Writing a Seminar Paper

A seminar paper requires that you supplement the assigned reading material with some material that you have found through LIBRARY research. Report the content of the material you have read including the supplemental reading, and criticize the material. Library research can be conducted by going TO the library and using the databases (if you have never done this, ASK a reference librarian for help) or, once you have experience, you can log into the library at and use the databases from the web page (ask a reference librarian to show you how).

It is expected that for your seminar papers you find some relevant material beyond the assigned material from the syllabus. “Some” does not mean that you have to find every relevant reference. (Typically, I expect the use of at least 20 peer reviewed journal articles in a substantial paper. I may specify fewer if the paper is not labeled "substantial." Most of these sources should be found by you.) “Relevant” means that you cannot use the first thing you find without regard to whether it has any actual bearing on the same topic as the assigned readings, you must be more choosy than that.

Reporting the content means summarize the main points as briefly as you can without omitting anything important. Bullet points are too brief. Writing the same number of words or paragraphs as in the original is not brief enough. It takes practice to distinguish between a main point and a minor point, your goal is to focus on the main points. In general I advise integrated discussion (focusing your summary on thematic elements, not an article-by-article series of mini-book reports.

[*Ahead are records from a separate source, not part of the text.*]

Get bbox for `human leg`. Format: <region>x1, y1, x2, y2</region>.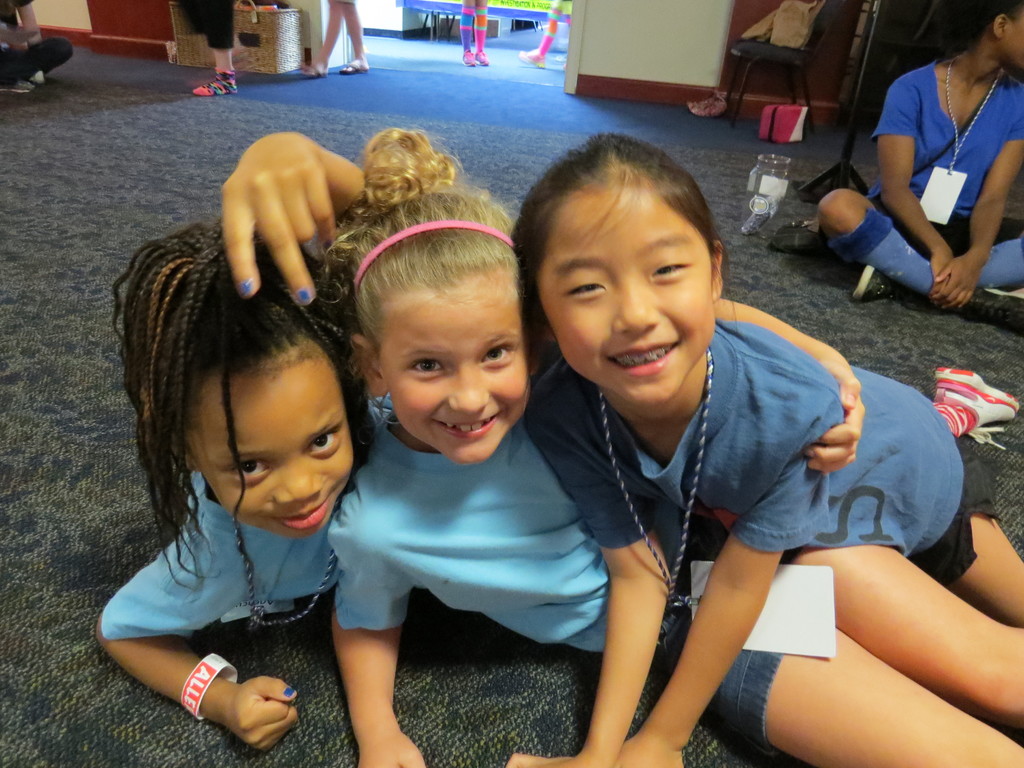
<region>817, 190, 1023, 339</region>.
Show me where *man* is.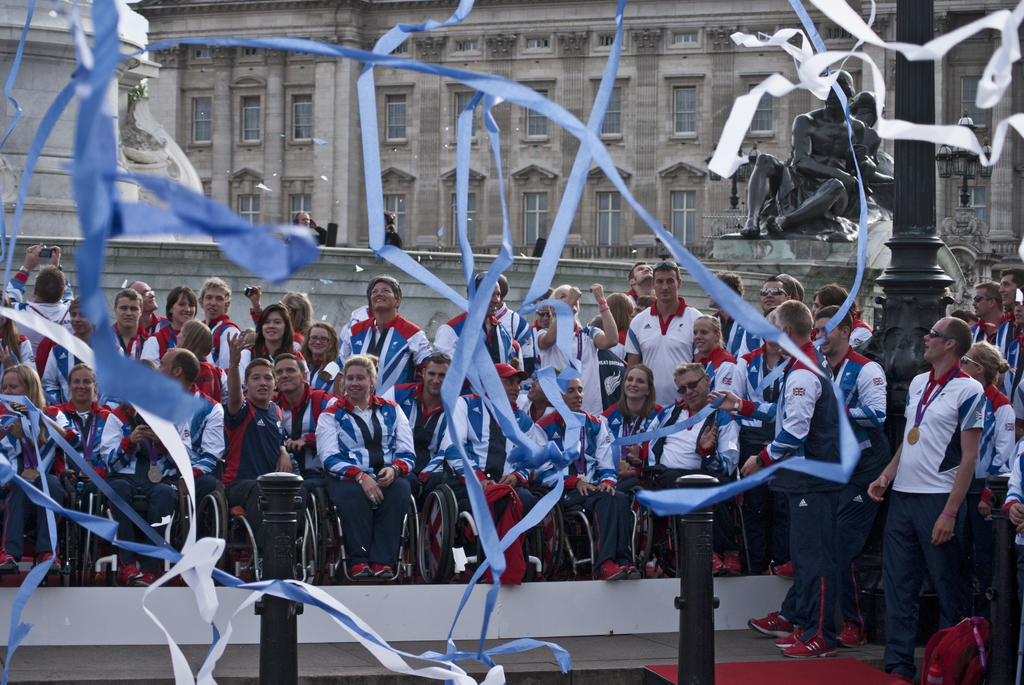
*man* is at [x1=504, y1=366, x2=571, y2=434].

Criticizing is rendering justified judgment concerning the readings and additional material you have obtained. One source of criticism of the reading material is the additional material. One useful form of criticism is to point out places in the argument that seem unconvincing and to say why they are unconvincing. Another useful form of criticism is to ask questions that seem unanswered by the arguments and evidence offered in the readings. If you are familiar with formal or informal logic and see a statement that appears to be a violation of a logical rule, it is permissible to cite the rule and say how this affects the argument. Another legitimate criticism is to point out mistaken, false, or unconvincing claims of fact.

It is not useful criticism to flat out declare that you disagree.